USCIS Furloughs Canceled Following Congressional Pressure
U.S. Citizenship and Immigration Services (USCIS) was planning on furloughing at least 13,000 employees at the end of this month due to budgetary shortfalls. On Tuesday, Joseph Edlow, the agency’s Deputy Director for Policy, announced the agency will have enough funding to maintain operations through the end of the year following Congressional pressure.
According to reports from Federal News Network, Edlow said furloughs will currently be delayed but “averting this furlough comes at a severe operational cost that will increase backlogs and wait times across the board, with no guarantee we can avoid future furloughs.”
In an August 21 letter to Edlow and Acting Secretary of Homeland Security Chad Wolf, House Committee on Homeland Security Chairman Bennie G. Thompson (D-MS) and House Subcommittee on Border Security, Facilitation, & Operations Chairwoman Kathleen Rice (D-NY) explained, “When this situation was first brought to Congress’ attention on May 15, 2020, USCIS estimated that it would be unable to make payroll within a matter of months and would have to take drastic action to avoid financial collapse. Subsequently, USCIS argued that without over $1.2 billion in emergency funding it would be forced to furlough 13,400 employees—approximately 70 percent of its workforce—on August 3, 2020. On July 24, 2020, furloughs were postponed until August 30, 2020.”
In the letter, the committee went on to detail that furloughing thousands of employees would cause significant hardship for many families and harm operations significantly within USCIS. They further argued that any progress made towards improving USCIS would be nullified and the legal immigration system would suffer if the furloughs went into effect.
Senators Mark Warner and Tim Kaine (D-VA) wrote in their own letter on August 21, “Employees at USCIS perform critical work in processing visa petitions, asylum, citizenship, and naturalization applications, green cards and refugee applications. If USCIS were to furlough a vast majority of its workforce, this would drastically undercut the agency’s mission to facilitate lawful entry and immigration to the United States.”
Last week, the House passed the bipartisan Emergency Stopgap USCIS Stabilization Act (H.R. 8089), which would introduce emergency stopgap measures to prevent employees from being furloughed by increasing revenue for the agency.
Congressional assistance will be required to keep USCIS afloat since much of its revenue comes from visitor petitions and citizenship applications. The agency is requesting $1.2 billion in emergency funding to sustain operations.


■ Aim of the task ■
Across the records that follow, determine how many lines contain "Share" and give only the resulting number.

■ Records for the task ■
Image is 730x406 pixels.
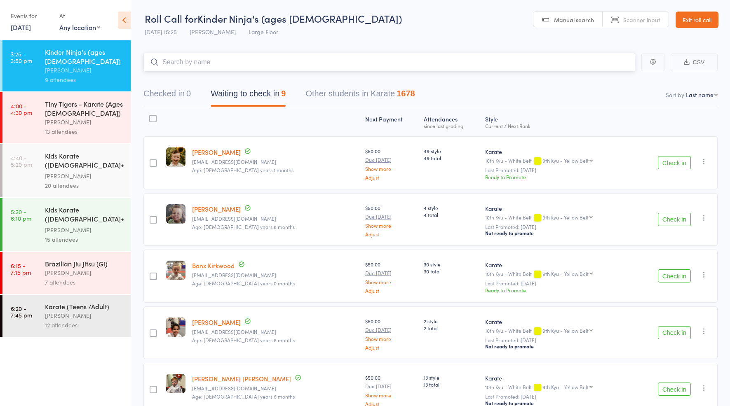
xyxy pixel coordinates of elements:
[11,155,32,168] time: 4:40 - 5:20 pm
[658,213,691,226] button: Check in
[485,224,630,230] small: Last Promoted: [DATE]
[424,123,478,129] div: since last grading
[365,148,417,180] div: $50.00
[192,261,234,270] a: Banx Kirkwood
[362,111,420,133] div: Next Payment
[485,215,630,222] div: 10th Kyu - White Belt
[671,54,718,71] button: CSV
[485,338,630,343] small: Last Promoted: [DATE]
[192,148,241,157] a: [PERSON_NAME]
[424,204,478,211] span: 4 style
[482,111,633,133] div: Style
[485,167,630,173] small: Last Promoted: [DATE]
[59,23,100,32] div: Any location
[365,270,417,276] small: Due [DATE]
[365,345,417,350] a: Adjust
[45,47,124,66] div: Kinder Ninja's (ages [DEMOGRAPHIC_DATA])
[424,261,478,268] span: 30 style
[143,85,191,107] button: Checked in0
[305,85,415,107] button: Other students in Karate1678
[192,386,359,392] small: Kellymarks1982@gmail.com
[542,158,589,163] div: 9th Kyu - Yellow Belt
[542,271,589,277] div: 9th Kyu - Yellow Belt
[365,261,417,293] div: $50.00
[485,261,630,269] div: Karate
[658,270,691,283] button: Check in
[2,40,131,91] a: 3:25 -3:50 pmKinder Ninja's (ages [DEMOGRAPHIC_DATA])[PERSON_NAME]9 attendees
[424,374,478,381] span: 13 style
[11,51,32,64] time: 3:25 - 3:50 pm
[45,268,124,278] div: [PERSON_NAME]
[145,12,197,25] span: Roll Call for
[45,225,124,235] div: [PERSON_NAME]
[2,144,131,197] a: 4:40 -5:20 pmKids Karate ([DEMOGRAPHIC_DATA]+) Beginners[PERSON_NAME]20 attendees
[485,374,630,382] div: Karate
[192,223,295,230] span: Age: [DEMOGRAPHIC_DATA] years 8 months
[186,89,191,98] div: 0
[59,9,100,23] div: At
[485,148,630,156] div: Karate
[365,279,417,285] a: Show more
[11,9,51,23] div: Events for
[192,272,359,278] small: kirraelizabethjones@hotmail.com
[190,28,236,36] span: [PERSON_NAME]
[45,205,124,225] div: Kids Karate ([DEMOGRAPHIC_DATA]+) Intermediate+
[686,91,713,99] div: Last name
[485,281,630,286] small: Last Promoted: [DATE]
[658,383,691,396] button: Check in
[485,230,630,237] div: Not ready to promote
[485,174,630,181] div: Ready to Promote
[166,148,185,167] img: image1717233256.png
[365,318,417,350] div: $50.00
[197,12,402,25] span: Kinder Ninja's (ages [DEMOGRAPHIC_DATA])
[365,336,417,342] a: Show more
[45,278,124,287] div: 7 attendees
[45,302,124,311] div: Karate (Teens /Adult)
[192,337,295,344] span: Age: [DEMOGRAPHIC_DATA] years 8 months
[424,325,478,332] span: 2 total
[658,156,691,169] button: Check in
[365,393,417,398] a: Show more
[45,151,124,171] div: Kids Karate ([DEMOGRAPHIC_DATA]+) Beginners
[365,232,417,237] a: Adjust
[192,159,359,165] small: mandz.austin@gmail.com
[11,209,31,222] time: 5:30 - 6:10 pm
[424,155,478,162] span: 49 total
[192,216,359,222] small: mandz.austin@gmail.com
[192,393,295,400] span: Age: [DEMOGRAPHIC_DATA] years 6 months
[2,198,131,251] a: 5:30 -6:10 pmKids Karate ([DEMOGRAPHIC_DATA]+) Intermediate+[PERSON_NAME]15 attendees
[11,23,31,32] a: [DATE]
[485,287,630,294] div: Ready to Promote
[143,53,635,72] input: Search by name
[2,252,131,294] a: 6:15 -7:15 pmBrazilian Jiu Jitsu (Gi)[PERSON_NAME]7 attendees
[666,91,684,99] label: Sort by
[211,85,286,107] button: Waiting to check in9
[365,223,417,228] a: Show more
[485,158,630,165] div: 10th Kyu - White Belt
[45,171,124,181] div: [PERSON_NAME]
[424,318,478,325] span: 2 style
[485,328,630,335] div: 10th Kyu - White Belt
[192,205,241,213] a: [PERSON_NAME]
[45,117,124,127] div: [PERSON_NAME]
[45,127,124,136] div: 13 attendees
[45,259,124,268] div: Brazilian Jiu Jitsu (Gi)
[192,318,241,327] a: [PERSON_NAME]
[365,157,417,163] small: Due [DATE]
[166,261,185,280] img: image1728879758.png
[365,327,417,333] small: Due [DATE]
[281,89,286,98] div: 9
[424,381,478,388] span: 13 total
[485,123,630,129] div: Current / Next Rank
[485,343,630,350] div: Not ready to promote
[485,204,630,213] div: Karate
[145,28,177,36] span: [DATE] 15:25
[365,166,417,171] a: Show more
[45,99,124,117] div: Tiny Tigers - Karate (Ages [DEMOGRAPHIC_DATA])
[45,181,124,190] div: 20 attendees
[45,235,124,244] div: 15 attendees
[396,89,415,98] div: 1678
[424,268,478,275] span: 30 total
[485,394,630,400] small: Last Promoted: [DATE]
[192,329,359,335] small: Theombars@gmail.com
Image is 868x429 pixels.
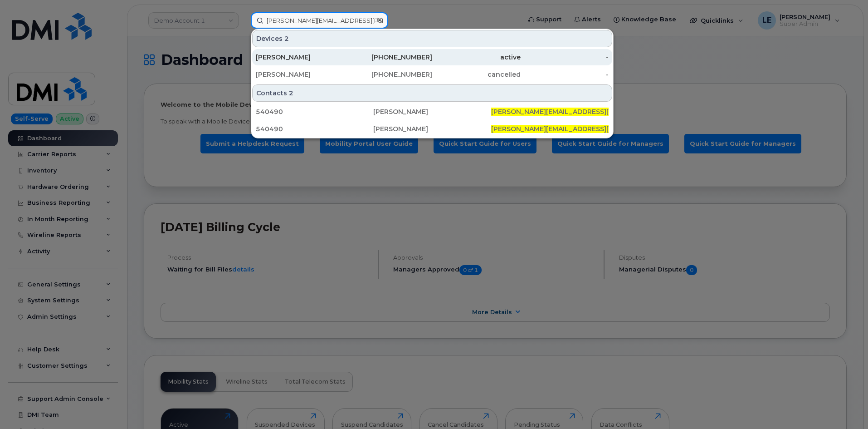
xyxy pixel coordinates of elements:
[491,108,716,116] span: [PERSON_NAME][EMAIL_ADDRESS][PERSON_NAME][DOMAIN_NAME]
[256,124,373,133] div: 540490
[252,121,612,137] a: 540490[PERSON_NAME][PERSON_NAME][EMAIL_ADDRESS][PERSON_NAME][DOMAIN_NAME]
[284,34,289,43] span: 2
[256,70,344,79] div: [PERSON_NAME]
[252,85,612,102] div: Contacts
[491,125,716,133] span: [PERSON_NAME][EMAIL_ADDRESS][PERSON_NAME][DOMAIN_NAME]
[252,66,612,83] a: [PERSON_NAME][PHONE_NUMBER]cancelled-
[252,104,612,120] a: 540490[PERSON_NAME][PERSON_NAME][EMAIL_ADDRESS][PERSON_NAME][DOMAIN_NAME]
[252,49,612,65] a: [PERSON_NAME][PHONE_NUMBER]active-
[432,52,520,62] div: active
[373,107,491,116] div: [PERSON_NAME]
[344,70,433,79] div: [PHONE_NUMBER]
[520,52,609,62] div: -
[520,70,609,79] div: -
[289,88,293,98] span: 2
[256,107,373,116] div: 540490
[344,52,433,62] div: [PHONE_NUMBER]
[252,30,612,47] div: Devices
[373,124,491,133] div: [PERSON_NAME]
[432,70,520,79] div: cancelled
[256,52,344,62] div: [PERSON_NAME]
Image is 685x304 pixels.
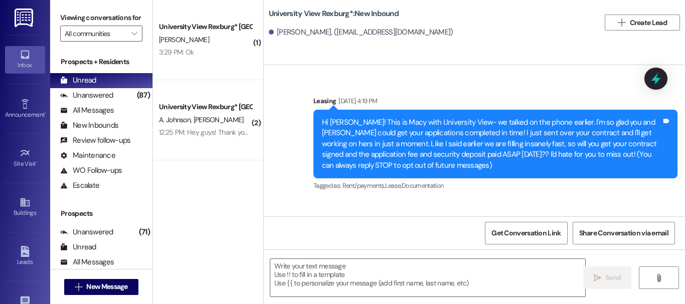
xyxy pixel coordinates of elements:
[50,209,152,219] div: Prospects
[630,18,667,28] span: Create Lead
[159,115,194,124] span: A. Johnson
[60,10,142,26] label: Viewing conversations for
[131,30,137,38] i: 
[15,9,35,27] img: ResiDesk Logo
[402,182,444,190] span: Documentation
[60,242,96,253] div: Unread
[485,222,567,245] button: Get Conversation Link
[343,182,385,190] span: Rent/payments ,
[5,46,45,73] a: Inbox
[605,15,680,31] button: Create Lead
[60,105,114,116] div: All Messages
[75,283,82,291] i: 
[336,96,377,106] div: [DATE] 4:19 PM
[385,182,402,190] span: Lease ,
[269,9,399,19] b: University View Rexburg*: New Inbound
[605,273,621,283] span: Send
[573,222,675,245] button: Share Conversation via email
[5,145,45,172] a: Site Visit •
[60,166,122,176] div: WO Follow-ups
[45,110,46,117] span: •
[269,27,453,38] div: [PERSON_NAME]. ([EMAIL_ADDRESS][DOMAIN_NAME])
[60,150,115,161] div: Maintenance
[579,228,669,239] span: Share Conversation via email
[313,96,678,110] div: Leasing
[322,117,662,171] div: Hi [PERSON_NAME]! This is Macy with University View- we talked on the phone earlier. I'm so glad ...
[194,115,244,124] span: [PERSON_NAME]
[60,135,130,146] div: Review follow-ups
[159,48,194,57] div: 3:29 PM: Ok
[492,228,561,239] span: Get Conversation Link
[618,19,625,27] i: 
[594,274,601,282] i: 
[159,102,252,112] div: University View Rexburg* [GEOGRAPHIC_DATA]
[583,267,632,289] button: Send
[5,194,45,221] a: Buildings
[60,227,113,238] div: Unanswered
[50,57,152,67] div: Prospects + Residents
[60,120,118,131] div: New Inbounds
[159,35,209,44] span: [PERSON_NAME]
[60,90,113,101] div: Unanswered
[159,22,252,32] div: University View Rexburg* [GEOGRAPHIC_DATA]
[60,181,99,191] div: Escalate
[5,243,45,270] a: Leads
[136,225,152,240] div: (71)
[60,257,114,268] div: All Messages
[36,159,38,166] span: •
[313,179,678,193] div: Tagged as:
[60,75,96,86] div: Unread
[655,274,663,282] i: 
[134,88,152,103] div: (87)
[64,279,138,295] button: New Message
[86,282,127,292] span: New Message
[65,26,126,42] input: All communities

■ Solution ■
2